Noah begins his stint as the new host of The Daily Show on September 28th, and the more we hear from him, the more impossible it is to hold those old tweets against him.

In a lengthy profile for GQ this month, for instance, he gained even more of our respect by speaking about something he rarely talks about: The time his abusive step-father shot his mother in the face, after she left him.

Since she’d left Noah’s stepfather, she’d become engaged to another man, and when her ex-husband found out, he’d returned with a gun. Noah’s brothers—the man’s own sons—pleaded with him to leave. Instead, “he started shooting, and my brothers ran for their lives, and my mom ran as well, and my uncle, and everybody who was there at the house—everybody just ran for safety. My mom got shot, shot once in the torso, and another bullet went in her head. She got shot in the head, you know?

And just so you know what kind of mother Trevor Noah has, it’s the awesome kind.

Two days after it happened, Noah was by her bedside, crying.
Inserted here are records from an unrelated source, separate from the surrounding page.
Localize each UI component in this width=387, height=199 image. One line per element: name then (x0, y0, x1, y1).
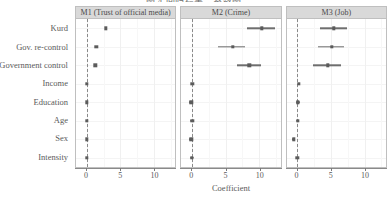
zero-reference-line (297, 19, 298, 167)
estimate-point (85, 138, 88, 141)
x-axis-line (180, 168, 281, 169)
x-axis-title: Coefficient (75, 183, 387, 193)
gridline-horizontal (181, 84, 280, 85)
gridline-horizontal (181, 158, 280, 159)
estimate-point (247, 64, 250, 67)
gridline-horizontal (287, 121, 386, 122)
estimate-point (326, 64, 329, 67)
facet-panel-3: M3 (Job) (286, 6, 387, 168)
y-axis-label-intensity: Intensity (38, 152, 68, 161)
gridline-horizontal (76, 102, 175, 103)
x-axis-tick-label: 10 (361, 171, 369, 180)
gridline-horizontal (287, 139, 386, 140)
gridline-horizontal (181, 139, 280, 140)
gridline-horizontal (287, 84, 386, 85)
x-axis-tick-label: 0 (189, 171, 193, 180)
gridline-horizontal (76, 84, 175, 85)
x-axis-line (286, 168, 387, 169)
estimate-point (231, 45, 234, 48)
x-axis-tick-label: 5 (329, 171, 333, 180)
estimate-point (85, 119, 88, 122)
gridline-horizontal (76, 158, 175, 159)
estimate-point (332, 27, 335, 30)
facet-panel-1: M1 (Trust of official media) (75, 6, 176, 168)
x-axis-tick-label: 10 (256, 171, 264, 180)
plot-area-1 (75, 18, 176, 168)
gridline-vertical-minor (348, 19, 349, 167)
gridline-vertical-minor (137, 19, 138, 167)
estimate-point (191, 119, 194, 122)
x-axis-tick-label: 5 (118, 171, 122, 180)
zero-reference-line (87, 19, 88, 167)
coefficient-plot-figure: 图 4 回归结果：系数图 KurdGov. re-controlGovernme… (0, 0, 387, 199)
gridline-horizontal (76, 65, 175, 66)
estimate-point (85, 101, 88, 104)
x-axis-tick-label: 5 (224, 171, 228, 180)
facet-strip-label-3: M3 (Job) (286, 6, 387, 18)
y-axis-label-gov-re-control: Gov. re-control (16, 42, 68, 51)
zero-reference-line (192, 19, 193, 167)
gridline-vertical (226, 19, 227, 167)
gridline-vertical (154, 19, 155, 167)
estimate-point (190, 138, 193, 141)
estimate-point (296, 101, 299, 104)
gridline-vertical-minor (104, 19, 105, 167)
gridline-vertical-minor (314, 19, 315, 167)
y-axis-label-column: KurdGov. re-controlGovernment controlInc… (0, 19, 72, 166)
gridline-horizontal (76, 139, 175, 140)
x-axis-2: 0510 (180, 168, 281, 182)
gridline-vertical (365, 19, 366, 167)
gridline-horizontal (181, 65, 280, 66)
estimate-point (190, 156, 193, 159)
x-axis-tick-label: 0 (84, 171, 88, 180)
gridline-vertical-minor (171, 19, 172, 167)
gridline-horizontal (181, 121, 280, 122)
facet-panel-2: M2 (Crime) (180, 6, 281, 168)
facet-strip-label-2: M2 (Crime) (180, 6, 281, 18)
estimate-point (297, 82, 300, 85)
estimate-point (292, 138, 295, 141)
y-axis-label-sex: Sex (55, 134, 68, 143)
estimate-point (330, 45, 333, 48)
estimate-point (296, 156, 299, 159)
gridline-vertical (120, 19, 121, 167)
gridline-horizontal (287, 102, 386, 103)
gridline-horizontal (76, 47, 175, 48)
y-axis-label-education: Education (34, 97, 68, 106)
gridline-vertical-minor (276, 19, 277, 167)
y-axis-label-age: Age (54, 116, 68, 125)
estimate-point (260, 27, 263, 30)
gridline-horizontal (76, 121, 175, 122)
gridline-vertical-minor (381, 19, 382, 167)
estimate-point (85, 156, 88, 159)
gridline-horizontal (287, 158, 386, 159)
estimate-point (104, 27, 107, 30)
x-axis-tick-label: 0 (295, 171, 299, 180)
estimate-point (93, 64, 96, 67)
x-axis-line (75, 168, 176, 169)
y-axis-label-income: Income (43, 79, 69, 88)
estimate-point (190, 101, 193, 104)
facet-strip-label-1: M1 (Trust of official media) (75, 6, 176, 18)
gridline-vertical-minor (242, 19, 243, 167)
facet-panel-row: M1 (Trust of official media)M2 (Crime)M3… (75, 6, 387, 168)
estimate-point (85, 82, 88, 85)
x-axis-1: 0510 (75, 168, 176, 182)
y-axis-label-government-control: Government control (0, 60, 68, 69)
gridline-vertical (331, 19, 332, 167)
y-axis-label-kurd: Kurd (51, 24, 68, 33)
estimate-point (296, 119, 299, 122)
figure-title: 图 4 回归结果：系数图 (0, 0, 387, 2)
x-axis-tick-label: 10 (150, 171, 158, 180)
gridline-horizontal (76, 28, 175, 29)
gridline-vertical (259, 19, 260, 167)
estimate-point (95, 45, 98, 48)
x-axis-row: 051005100510 (75, 168, 387, 182)
plot-area-2 (180, 18, 281, 168)
x-axis-3: 0510 (286, 168, 387, 182)
gridline-vertical-minor (209, 19, 210, 167)
plot-area-3 (286, 18, 387, 168)
gridline-horizontal (181, 102, 280, 103)
estimate-point (191, 82, 194, 85)
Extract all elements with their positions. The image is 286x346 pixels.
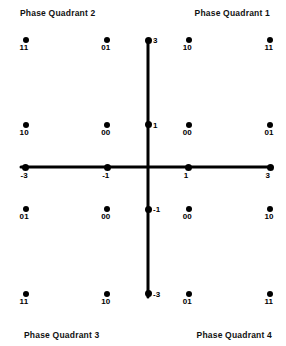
point-symbol-label: 00: [183, 128, 192, 137]
y-tick-marker-dot: [145, 37, 152, 44]
quadrant-label-3: Phase Quadrant 3: [24, 330, 99, 340]
point-symbol-label: 00: [101, 128, 110, 137]
y-tick-marker-dot: [145, 121, 152, 128]
point-symbol-label: 10: [264, 212, 273, 221]
y-tick-label: -1: [153, 205, 160, 214]
point-symbol-label: 01: [20, 212, 29, 221]
point-symbol-label: 00: [101, 212, 110, 221]
quadrant-label-4: Phase Quadrant 4: [197, 330, 272, 340]
point-symbol-label: 01: [264, 128, 273, 137]
point-symbol-label: 10: [101, 297, 110, 306]
point-symbol-label: 10: [20, 128, 29, 137]
quadrant-label-1: Phase Quadrant 1: [195, 8, 270, 18]
x-tick-marker-dot: [267, 164, 274, 171]
y-tick-label: -3: [153, 290, 160, 299]
x-tick-marker-dot: [22, 164, 29, 171]
x-tick-label: -3: [21, 171, 28, 180]
quadrant-label-2: Phase Quadrant 2: [20, 8, 95, 18]
point-symbol-label: 01: [183, 297, 192, 306]
x-tick-label: 1: [184, 171, 188, 180]
point-symbol-label: 10: [183, 43, 192, 52]
x-tick-marker-dot: [185, 164, 192, 171]
point-symbol-label: 00: [183, 212, 192, 221]
y-tick-label: 3: [153, 36, 157, 45]
y-tick-marker-dot: [145, 206, 152, 213]
y-tick-marker-dot: [145, 290, 152, 297]
point-symbol-label: 11: [20, 43, 29, 52]
point-symbol-label: 11: [264, 297, 273, 306]
x-tick-label: -1: [102, 171, 109, 180]
y-tick-label: 1: [153, 121, 157, 130]
constellation-diagram: Phase Quadrant 2 Phase Quadrant 1 Phase …: [0, 0, 286, 346]
point-symbol-label: 01: [101, 43, 110, 52]
point-symbol-label: 11: [20, 297, 29, 306]
point-symbol-label: 11: [264, 43, 273, 52]
axes-lines: [0, 0, 286, 346]
x-tick-marker-dot: [104, 164, 111, 171]
x-tick-label: 3: [265, 171, 269, 180]
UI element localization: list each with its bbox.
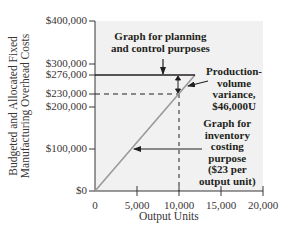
- y-tick-230000: $230,000: [27, 87, 87, 99]
- y-ticks: [89, 21, 95, 191]
- y-tick-0: $0: [27, 184, 87, 196]
- planning-annotation-line2: and control purposes: [111, 43, 210, 55]
- y-tick-400000: $400,000: [27, 14, 87, 26]
- inventory-annotation-line3: costing: [199, 141, 256, 153]
- variance-annotation-line4: $46,000U: [206, 101, 262, 113]
- y-axis-title-line1: Budgeted and Allocated Fixed: [7, 34, 19, 178]
- variance-annotation: Production- volume variance, $46,000U: [206, 66, 262, 112]
- variance-annotation-line1: Production-: [206, 66, 262, 78]
- y-tick-276000: $276,000: [27, 68, 87, 80]
- x-axis-title: Output Units: [139, 210, 199, 222]
- inventory-annotation: Graph for inventory costing purpose ($23…: [199, 118, 256, 187]
- variance-annotation-line3: variance,: [206, 89, 262, 101]
- inventory-annotation-line1: Graph for: [199, 118, 256, 130]
- x-tick-20000: 20,000: [238, 199, 288, 211]
- y-tick-200000: $200,000: [27, 100, 87, 112]
- y-tick-100000: $100,000: [27, 142, 87, 154]
- planning-annotation: Graph for planning and control purposes: [111, 31, 210, 54]
- inventory-annotation-line6: output unit): [199, 176, 256, 188]
- planning-annotation-line1: Graph for planning: [111, 31, 210, 43]
- inventory-annotation-line5: ($23 per: [199, 164, 256, 176]
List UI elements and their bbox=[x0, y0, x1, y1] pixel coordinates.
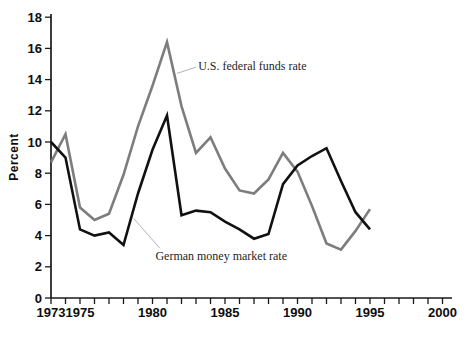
x-tick-label: 1975 bbox=[66, 305, 95, 320]
y-tick-label: 10 bbox=[28, 135, 42, 150]
y-tick-label: 4 bbox=[35, 228, 43, 243]
annotation-leaders bbox=[134, 67, 196, 248]
y-tick-label: 2 bbox=[35, 259, 42, 274]
x-tick-label: 1990 bbox=[283, 305, 312, 320]
x-axis-ticks: 1973197519801985199019952000 bbox=[37, 298, 457, 320]
y-tick-label: 8 bbox=[35, 166, 42, 181]
series-line-german-money-market-rate bbox=[51, 116, 370, 246]
x-tick-label: 2000 bbox=[428, 305, 457, 320]
y-tick-label: 6 bbox=[35, 197, 42, 212]
leader-line-0 bbox=[177, 67, 196, 73]
annotation-us-federal-funds-rate: U.S. federal funds rate bbox=[198, 59, 306, 74]
y-tick-label: 12 bbox=[28, 103, 42, 118]
x-tick-label: 1995 bbox=[356, 305, 385, 320]
x-tick-label: 1973 bbox=[37, 305, 66, 320]
y-tick-label: 0 bbox=[35, 291, 42, 306]
y-tick-label: 16 bbox=[28, 41, 42, 56]
leader-line-1 bbox=[134, 218, 160, 248]
x-tick-label: 1980 bbox=[138, 305, 167, 320]
y-tick-label: 18 bbox=[28, 10, 42, 25]
y-axis-ticks: 024681012141618 bbox=[28, 10, 51, 306]
annotation-german-money-market-rate: German money market rate bbox=[155, 249, 287, 264]
y-tick-label: 14 bbox=[28, 72, 43, 87]
x-tick-label: 1985 bbox=[211, 305, 240, 320]
y-axis-title: Percent bbox=[7, 133, 21, 181]
plot-svg: 0246810121416181973197519801985199019952… bbox=[0, 0, 467, 340]
chart-figure: 0246810121416181973197519801985199019952… bbox=[0, 0, 467, 340]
His mother asked him to stop. “She says, ‘No, no. Please, look at the bright side. I’m still here. Just be grateful that I’m still here.’ I’m like, ‘Yeah, but still.’ She says, ‘And on an even brighter side…look at my nose. I’ve got half a nose now. So now you’re officially the best-looking person in the family. There’s no contest.’ And then I start crying. Everyone’s laughing and crying. You know? But that’s who we were as people; that’s who we’ve always been.”

And yes, Noah did open up about the backlash to his hiring based not only on those tweets, but on the stand-up routine making fun of black culture in America that he delivered on The Tonight Show with Jay Leno that helped to launch his career in America.

“I look back on it and I go, ‘Had I known, I would’ve done it differently.’ Because when you come from a different place, you don’t realize the minefield you’re walking into,” he says. “I do know this: I continued doing the Leno bit after I’d done it on Leno. But the way I did it slash would do it today is completely different. I’ve now learned how to be emotionally aware of how people may use your joke in a negative way. And that’s something that you’re always trying to navigate in comedy. You know, Dave Chappelle talked about it as well—if you’re not careful, someone can use your words to hurt somebody else.”

“I had given some people ammunition to oppress those who had already been oppressed.” Now he feels that he’d taken the wrong side. “I hadn’t fully understood the African-American experience. I hadn’t read the books; I hadn’t met the people; I hadn’t traveled the country.”

As for some of the jokes that he delivered earlier in his career? He regrets those, too.

You show me half my jokes from even two years ago, three years ago—I hate them. Because you see, like, a young version of yourself. You’re like, ‘Why would you say that? You idiot! That makes no sense.’ Or, ‘That’s just stupid.’ Or, ‘Ahh, I can’t believe I said that about a woman.’ You should not like what you did back then, because that shows that you’ve grown. If you’re still doing it, that’s a scarier place to be,” Noah says.

“So that’s a great thing for me. When I get a chance to look back and go: ‘I was an idiot.’ “

Trevor Noah is 31 years old. He is still evolving as a comedian and as a person. He’s brilliant now; imagine how amazing he’ll be after learning on the job for a few years as host of The Daily Show.

Check out the entire profile over on GQ.